Path B, Coolify Cloud managing one Hetzner CX23. Server EUR 3.99 plus Coolify Cloud $5/month for the managed control panel (one server fits inside the 2-server base tier). Total: roughly $9 to $10/month. You trade about $5 a month to never patch or back up the Coolify installation yourself.

Path C, growing to three servers on Coolify Cloud. Three CX23 servers at EUR 3.99 each is about EUR 12, plus Coolify Cloud at $5 base + $3 + $3 for the two extra servers, which is $11/month for the panel. Total in the low-to-mid $20s per month for a three-node setup with a managed control plane. The same three nodes under self-hosted Coolify stay at just the EUR 12 of server cost.

Assumptions: EUR-to-USD treated as roughly one-to-one for a rough monthly estimate, single-region Germany or Finland pricing, IPv4 included, and one CX23 comfortably running the four containers in the example. The takeaway holds across every path: the deployment layer is either free or a few dollars, and the server is the only real line item.

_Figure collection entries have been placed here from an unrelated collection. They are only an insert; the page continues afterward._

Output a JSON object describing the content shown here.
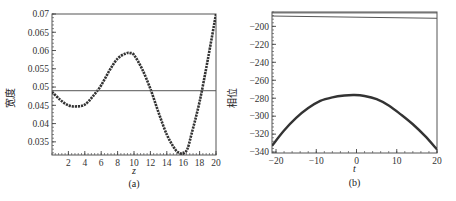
{
  "chart_data": [
    {
      "id": "a",
      "type": "line",
      "panel_label": "(a)",
      "xlabel": "z",
      "ylabel": "宽度",
      "xlim": [
        0,
        20
      ],
      "ylim": [
        0.0314,
        0.07
      ],
      "xticks": [
        2,
        4,
        6,
        8,
        10,
        12,
        14,
        16,
        18,
        20
      ],
      "yticks": [
        0.035,
        0.04,
        0.045,
        0.05,
        0.055,
        0.06,
        0.065,
        0.07
      ],
      "ytick_labels": [
        "0.035",
        "0.04",
        "0.045",
        "0.05",
        "0.055",
        "0.06",
        "0.065",
        "0.07"
      ],
      "grid": false,
      "series": [
        {
          "name": "width",
          "style": "dotted-thick",
          "x": [
            0,
            1,
            2,
            3,
            4,
            5,
            6,
            7,
            8,
            9,
            9.5,
            10,
            11,
            12,
            13,
            14,
            15,
            15.5,
            16,
            16.5,
            17,
            18,
            19,
            20
          ],
          "y": [
            0.0487,
            0.0465,
            0.045,
            0.0447,
            0.0452,
            0.0475,
            0.0505,
            0.0545,
            0.0578,
            0.0592,
            0.0593,
            0.0588,
            0.0549,
            0.0495,
            0.043,
            0.037,
            0.033,
            0.032,
            0.0318,
            0.033,
            0.037,
            0.046,
            0.0575,
            0.07
          ]
        },
        {
          "name": "reference",
          "style": "thin-line",
          "x": [
            0,
            20
          ],
          "y": [
            0.049,
            0.049
          ]
        }
      ]
    },
    {
      "id": "b",
      "type": "line",
      "panel_label": "(b)",
      "xlabel": "t",
      "ylabel": "相位",
      "xlim": [
        -21,
        20
      ],
      "ylim": [
        -341,
        -184
      ],
      "xticks": [
        -20,
        -10,
        0,
        10,
        20
      ],
      "xtick_labels": [
        "−20",
        "−10",
        "0",
        "10",
        "20"
      ],
      "yticks": [
        -200,
        -220,
        -240,
        -260,
        -280,
        -300,
        -320,
        -340
      ],
      "ytick_labels": [
        "−200",
        "−220",
        "−240",
        "−260",
        "−280",
        "−300",
        "−320",
        "−340"
      ],
      "grid": false,
      "series": [
        {
          "name": "phase",
          "style": "thick-line",
          "x": [
            -21,
            -18,
            -15,
            -12,
            -9,
            -6,
            -3,
            -0.5,
            2,
            5,
            8,
            11,
            14,
            17,
            20
          ],
          "y": [
            -333,
            -316,
            -302,
            -291,
            -283,
            -279,
            -277,
            -276.5,
            -277.5,
            -281,
            -288,
            -298,
            -309,
            -322,
            -337
          ]
        },
        {
          "name": "reference-1",
          "style": "thin-line",
          "x": [
            -21,
            20
          ],
          "y": [
            -185,
            -185
          ]
        },
        {
          "name": "reference-2",
          "style": "thin-line",
          "x": [
            -21,
            20
          ],
          "y": [
            -188.5,
            -191
          ]
        }
      ]
    }
  ]
}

That is the structural reason this pairing beats managed platforms for a solo developer.

When to Choose Hetzner (Alone)

  • You enjoy full control and prefer manual server configuration
  • You're running custom infrastructure that doesn't fit a PaaS model (like K3s or Nomad)
  • You need dedicated servers for heavy workloads
  • You already have your own deployment pipeline (GitHub Actions, Kamal, etc.)
  • You want to learn Linux administration hands-on

When to Choose Coolify

  • You want Heroku-like deployments without Heroku pricing
  • You want to deploy multiple services (app, database, Redis, monitoring) from one dashboard
  • You don't want to manually configure Nginx, SSL, and Docker Compose for every project
  • You want Git-push deployments with automatic SSL
  • You're running several side projects and need a central management interface

The Verdict

This comparison is a bit of a trick question because the best answer is usually both. Install Coolify on a Hetzner VPS and you get the cheapest, most capable self-hosted platform available to solo developers. You get Hetzner's unbeatable price-to-performance ratio combined with Coolify's deployment automation.

If I had to pick just one, Coolify wins for most solo developers because it solves the deployment problem that actually slows you down. A bare Hetzner server requires hours of configuration before you deploy your first app. Coolify gets you deploying in minutes.

But seriously, the play is Hetzner + Coolify together. EUR 3.99/month for a full PaaS. That's less than a coffee, and it'll run your SaaS, your blog, your databases, and your monitoring stack. Nothing else in the hosting world comes close to that value.

Sources

All figures verified on 28 May 2026.